Hi There!

Welcome, Internet, to The London Re-Pat, where I will be documenting my repatriation to my UK birthplace after having been raised the majority of my life in the great state of New York. Though I always felt I had a dual identity somehow — like Bruce Wayne and Batman —  it turns out I knew very little of the British side, obviously represented by the dashing tuxedo model Bruce Wayne and also because my daily childhood life resembled that of Batman. Despite my family’s affinity for certain words or phrases which I assumed were just the family vernacular, and British sweets and book series (Enid Blyton 4 Life), I now know that I didn’t know much at all about life in the UK. In the ’80s, my parents had been resident aliens in London for a decade, during which time my sister and I were born; we returned to the US when I was 3 1/2 years old. We didn’t even get to keep the accents! It’s a shame, that, because it really works wonders in the States.
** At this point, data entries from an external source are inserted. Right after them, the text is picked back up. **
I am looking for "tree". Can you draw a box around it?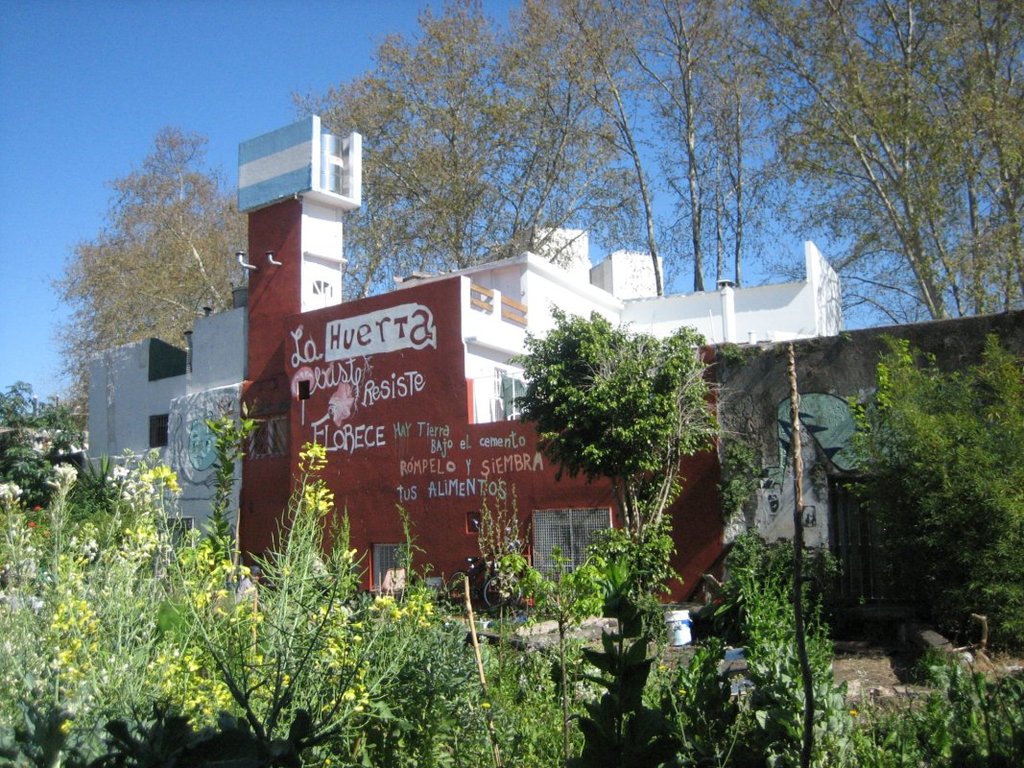
Sure, the bounding box is <bbox>312, 2, 534, 308</bbox>.
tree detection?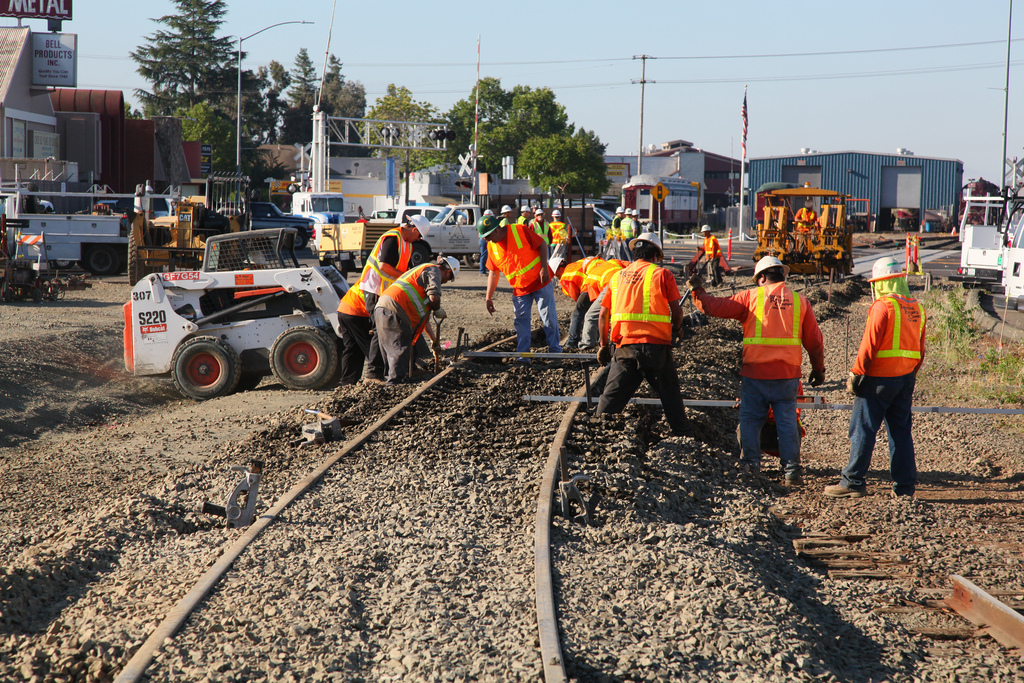
(364,78,445,180)
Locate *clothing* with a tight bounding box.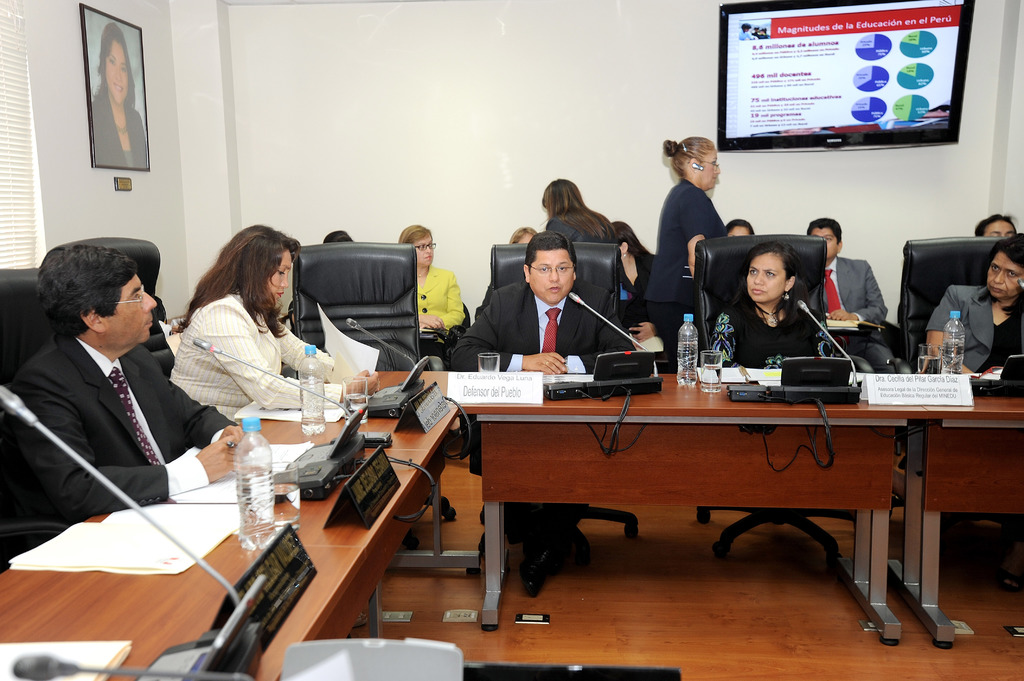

Speaking of greetings, here is another one: “Hi there!” Despite almost never using this phrase when I lived amongst my own people in America, I have suddenly found myself clinging to it like Rose to that frozen door in Titanic when I make phone calls here. Maybe it’s because it immediately and profoundly declares me American, so people can prepare their brains for translating my pronunciation of words. Maybe it’s a hokey inflection I somehow picked up (and an unwelcome one, too). It’s the verbal equivalent of patting a teenager, who thinks she’s an adult, on the head like a child. Yet I cannot give it up. “Hello” is too solitary a greeting as one word, and when I say it to Brits, I tend to say it with a slight English inflection that I then never repeat, which I am sure confuses them. “Hey” and “Hi” are obviously too casual, and “Hello there” makes me feel like I’m desperately trying to get back to the 1950’s and the only person who can help me is this poor soul I’ve trapped on the phone. In practice, this means I often bumble awkwardly through my greeting (“Yes, oh, hi, yes, so…”) and get right to the point, albeit with a few pauses where I think about how to say things in a way in which they are most likely to be understood over a less than stellar phone connection. My diction has become fabulous.

An oft-used casual greeting by British store clerks et al is: “Alright?” This one still throws me for a loop, and I end up saying, “Um, yes thank you.” Or, “I am, are you?” I know the correct response should be to repeat “Alright” back to them, but it sounds so wrong coming off my tongue, in my accent, that I just smile, nod, and filibuster my way out of it and to the matter at hand with a very obvious look that says, “I accept your lingo and now let’s focus on my exceedingly normal desire to buy these 10 bags of garlic pita chips, please.”

Not that I need to defend myself, but England is suspiciously devoid of pita chips, so when I do see them, I buy them. All of them. (They call pita “pitta”, but do not be fooled. Just follow the pitta-patter of your stomach right to the chips/crisps aisle.)

And now we’ve come to a less fraught topic: farewells. Goodbye for now!

Cheers Best You know what? I don’t need a sign-off.